I'm having a dry spell myself. The crush of this past school year. The end-of -the -year burn. I feel like I just want to lie in a hammock. So what about my students? How would I know if they really don't have anything to write about?

I say things like "write that you don't have anything to write about." Not original. Pliny the Younger said as much. Most of the time they are just not trying, right? Or just out of practice.

Could that be with all the practice of Twittering and texting and updating their status? Have they worn themselves out? Have we asked for so much writing they are tapped dry?

At any rate and back to my own dearth, I recall Franklin's charge: "Either write things worth reading or do things worth writing about." This summer I am headed on a Fulbright-Hays Group Project Abroad to do research on West African Culture in Africa.

And it's the rainy season!


Image credit: "'Dry' Season Road." By hoyasmeg. 19 Feb. 2009. Flickr. Used by permission of Creative Commons License: BY.

Wednesday, June 10, 2009

Information Highway: Country Roads, Take Me Home

For a short time I moved to Texas in the late 1980s. It was after the crash of the oil boom that preceded it. I lived in a suburban townhouse plan that had an exit of I-30 specifically built for the suburban sprawl right before the economic downturn; thus, the exit became specific to a few plans and a four-lane highway that went about four blocks in each direction before the black and white fence and sign reading "End of Expressway."

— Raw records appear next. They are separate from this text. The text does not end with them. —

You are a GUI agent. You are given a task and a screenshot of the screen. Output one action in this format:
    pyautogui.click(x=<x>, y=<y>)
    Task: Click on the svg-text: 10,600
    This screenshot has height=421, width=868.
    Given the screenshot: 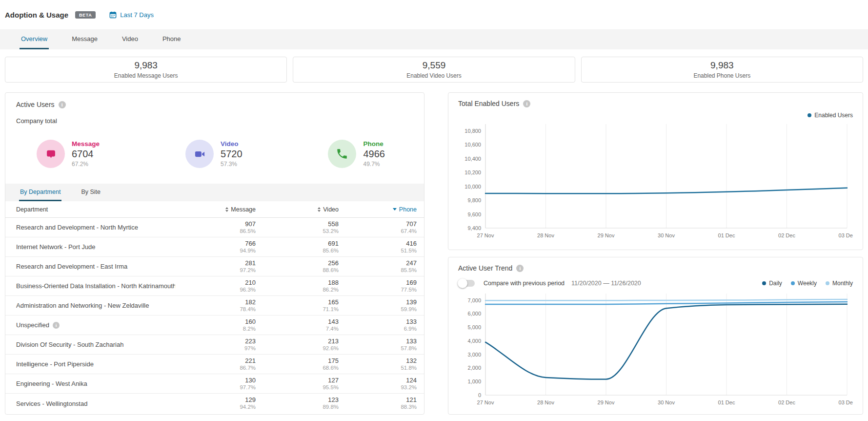 What is the action you would take?
    pyautogui.click(x=473, y=145)
    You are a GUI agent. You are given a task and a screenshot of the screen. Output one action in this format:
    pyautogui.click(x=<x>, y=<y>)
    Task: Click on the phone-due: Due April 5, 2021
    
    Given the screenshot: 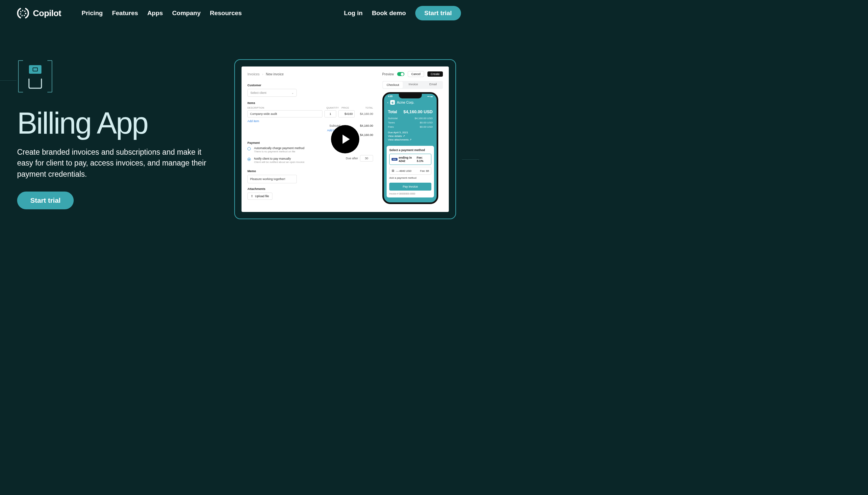 What is the action you would take?
    pyautogui.click(x=410, y=133)
    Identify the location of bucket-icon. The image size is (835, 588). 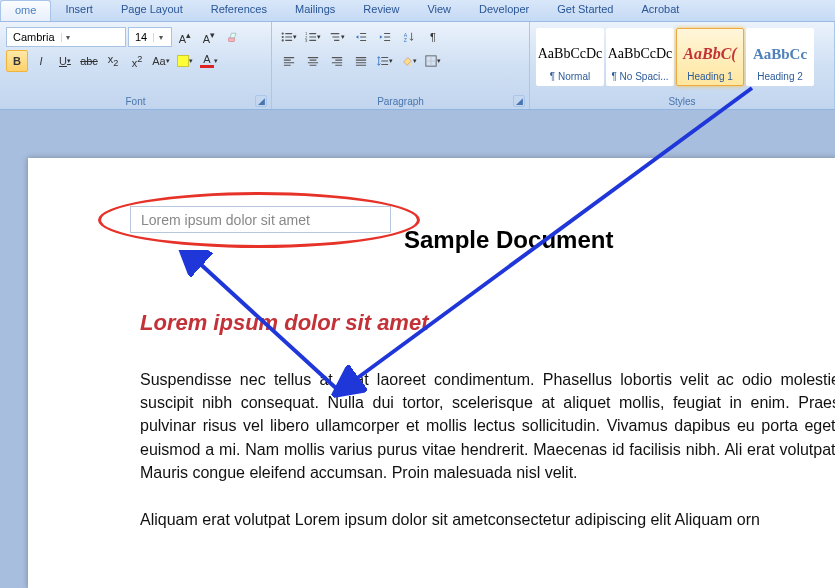
(407, 61). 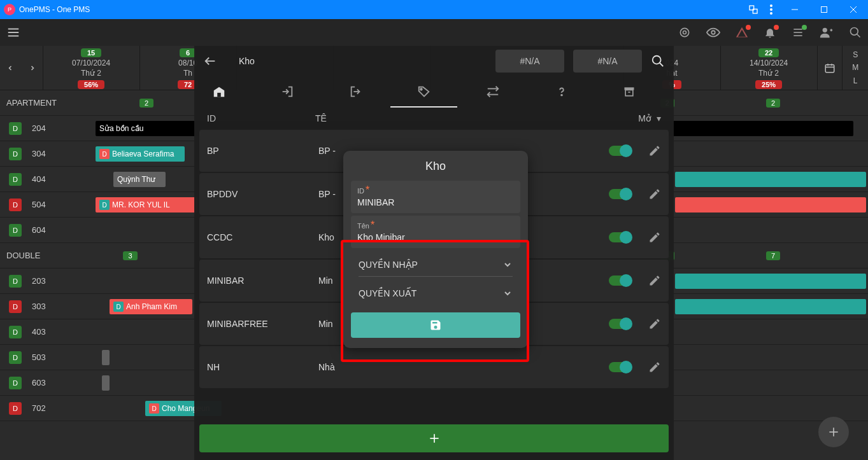 I want to click on window-close-button, so click(x=853, y=10).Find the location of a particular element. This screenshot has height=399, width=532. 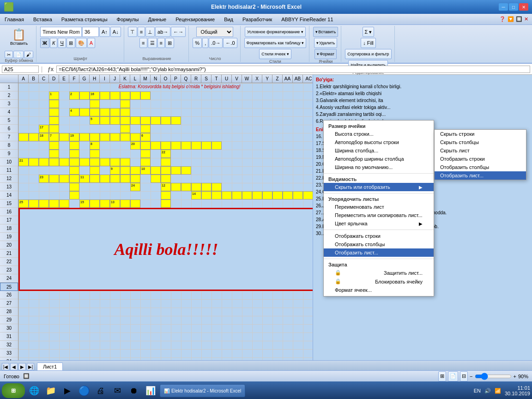

row-23: 23 is located at coordinates (9, 270).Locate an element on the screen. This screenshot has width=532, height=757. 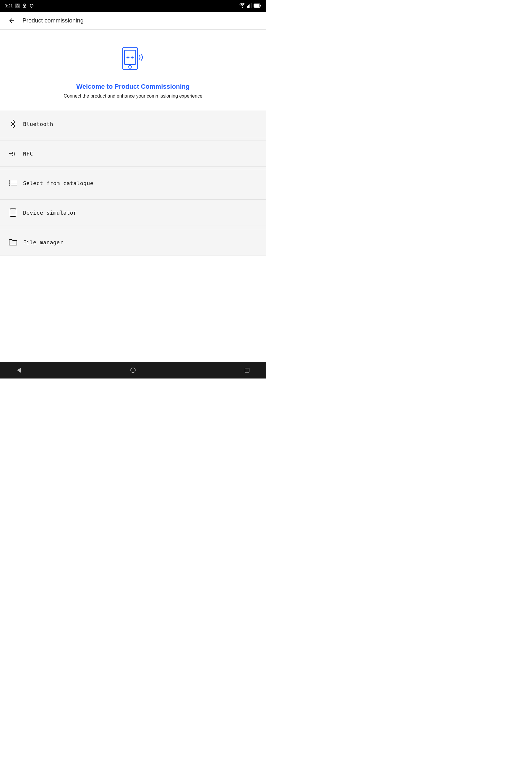
wifi-icon is located at coordinates (242, 6).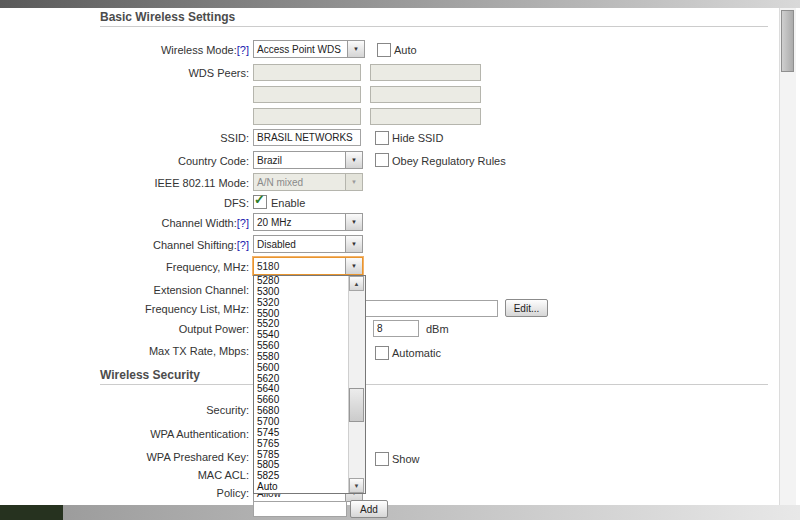 Image resolution: width=800 pixels, height=520 pixels. Describe the element at coordinates (168, 17) in the screenshot. I see `section-title-basic: Basic Wireless Settings` at that location.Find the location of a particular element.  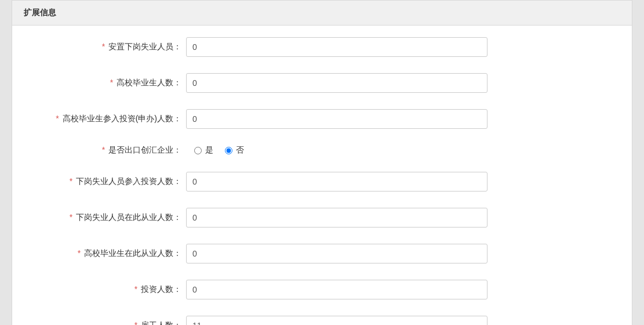

label-text: 高校毕业生人数： is located at coordinates (149, 82). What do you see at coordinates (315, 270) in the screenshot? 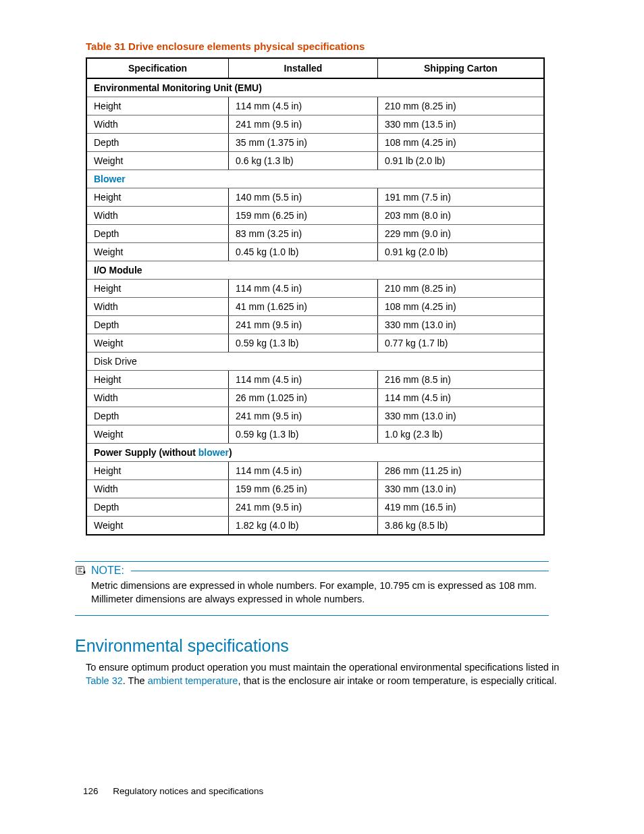
I see `table-section-row: I/O Module` at bounding box center [315, 270].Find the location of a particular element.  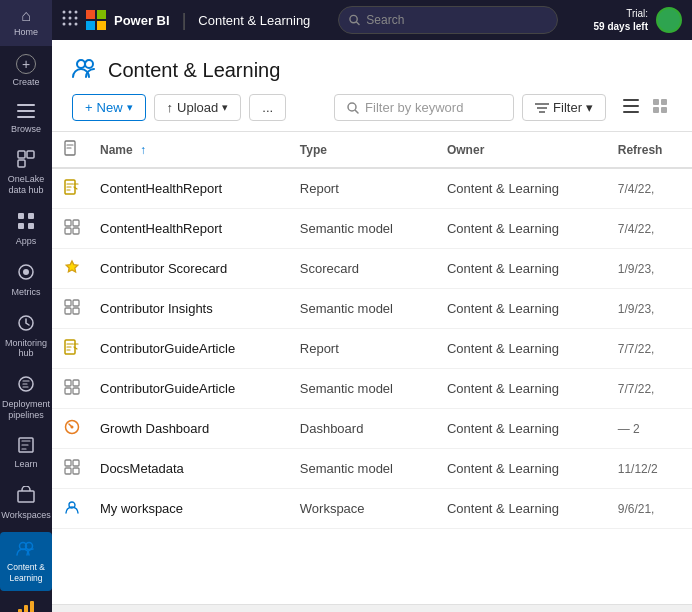

list-view-icon is located at coordinates (631, 108).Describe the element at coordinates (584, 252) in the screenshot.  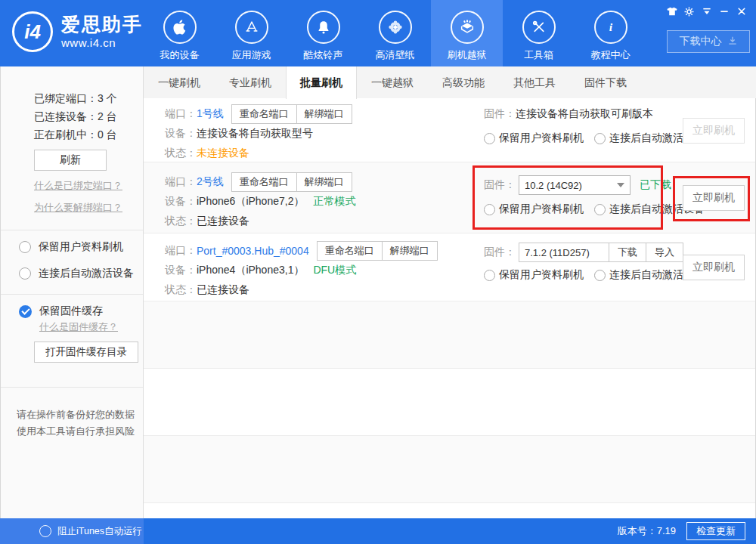
I see `firmware-line: 固件： 7.1.2 (11D257) 下载 导入` at that location.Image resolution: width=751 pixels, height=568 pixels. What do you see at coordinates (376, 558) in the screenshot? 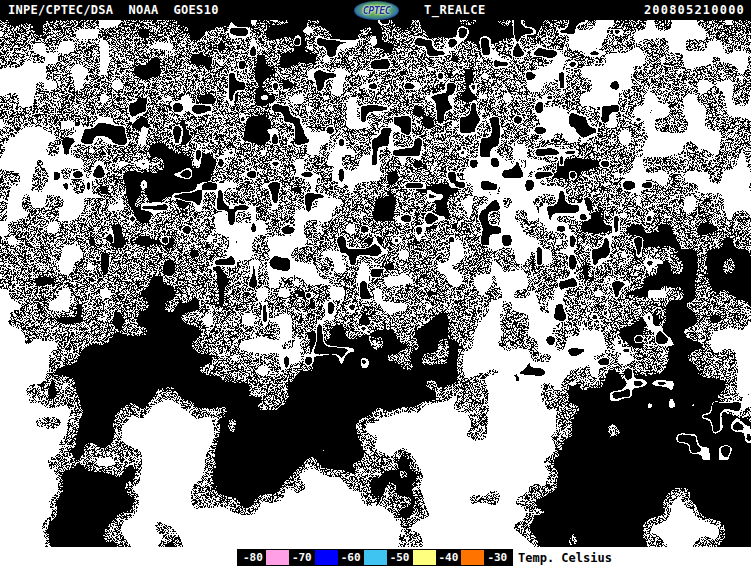
I see `legend-swatch-cyan` at bounding box center [376, 558].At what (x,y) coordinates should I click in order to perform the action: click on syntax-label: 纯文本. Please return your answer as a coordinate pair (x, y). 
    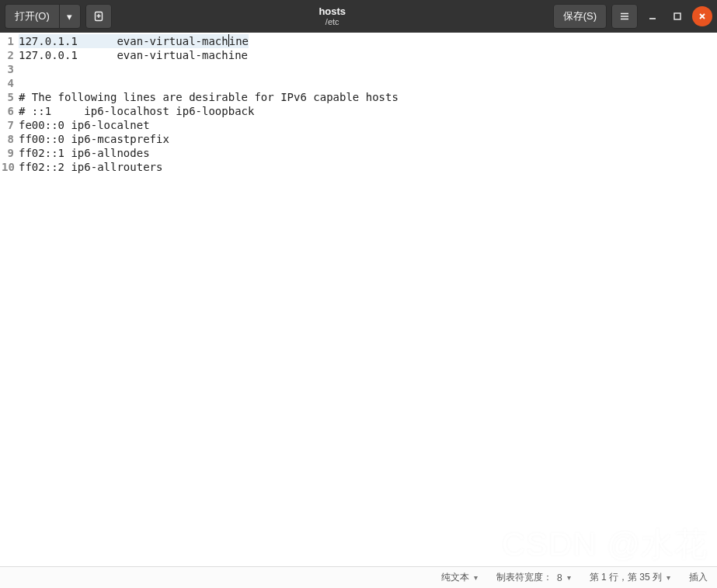
    Looking at the image, I should click on (455, 578).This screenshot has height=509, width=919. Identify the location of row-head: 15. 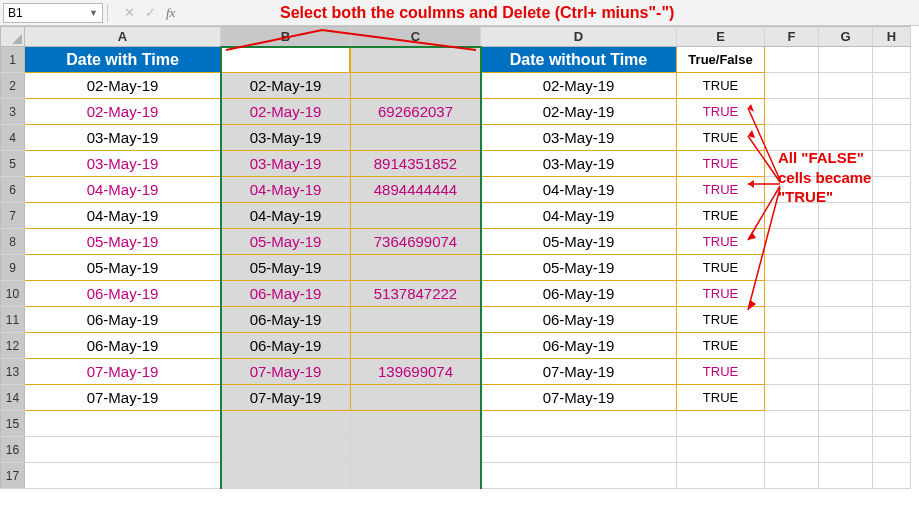
(13, 424).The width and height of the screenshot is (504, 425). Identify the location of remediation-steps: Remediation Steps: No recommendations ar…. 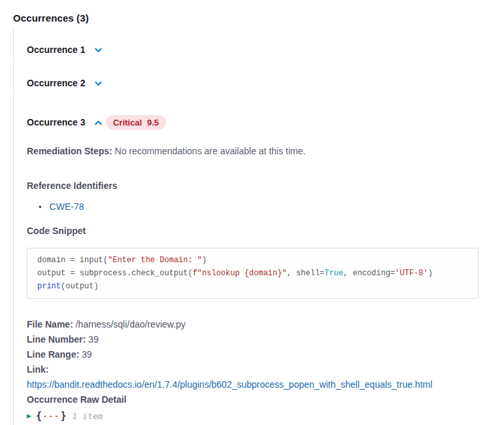
(259, 152).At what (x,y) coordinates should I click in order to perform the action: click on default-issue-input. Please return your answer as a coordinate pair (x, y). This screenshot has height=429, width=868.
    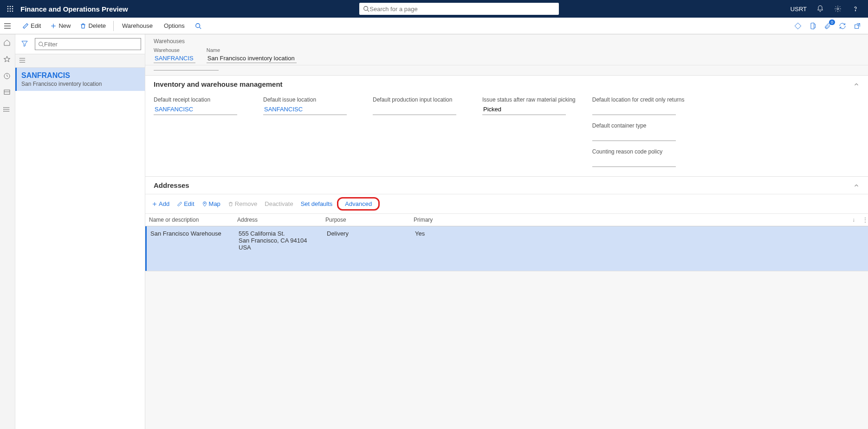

I am reminded of that roadway as I contemplate the information highway. As a teacher I often jump on the Internet to gain or refresh about topics in the curriculum. (What did teachers do before the Internet?) We can find websites, webquests, and lesson plans at our fingertips. Yet I was reminded such how fast and short those journeys can be when, after reviewing a few websites on a poet's work that I was reviewing for class, I consulted the hard copy leatherbound set of Encycolpaedia Britannica in my home library.
Was I reading about the same poet? Britannica led me into three and a half pages of fine print that gave so much breadth and depth on the subject that it almost seemed like a different biography altogether. I laughed. How many times during student research projects had I led my class to the literary criticism shelves of the nonfiction section and feigned amazement: "Lo! What have we here? Books, whole chapters--indeed whole books--on books!" (Seldom is my enthusiasm shared by my students--ah, but sometimes those "country roads of knowledge" are found serviceable by the earnest learner.)
As I pored over the Britannica entry and added to my lecture notes I enjoyed the scenery of one of those country roads, catching so much more than the information highway typically affords.
This month Microsoft curtails its Encarta program, stating:
People today seek and consume information in considerably different ways than in years past. As part of Microsoft’s goal to deliver the most effective and engaging resources for today’s consumer, it has made the decision to exit the Encarta business.
Is this a surrender to Wikipedia? I wonder . . . and worry.

Perhaps Encarta is off-mission for Microsoft in the long-term and I shouldn't fret. Still to loose an accessible, popular, and reliable reference tool is sad. Do we need to fear Britannica will follow suit, giving way to Wikipedia? Don't take this the wrong way: I myself love Wikipedia for a fast drive across contemporary knowledge and items not worth a encyclopedia's consideration, but when I want to get to know a subject in some depth I turn to a more established road. Wikipedia might get me there, but it's rather like asking a passerby for directions. In reaching my destination, if I don't suffer wrong turns, I still might not realize where I am along the way.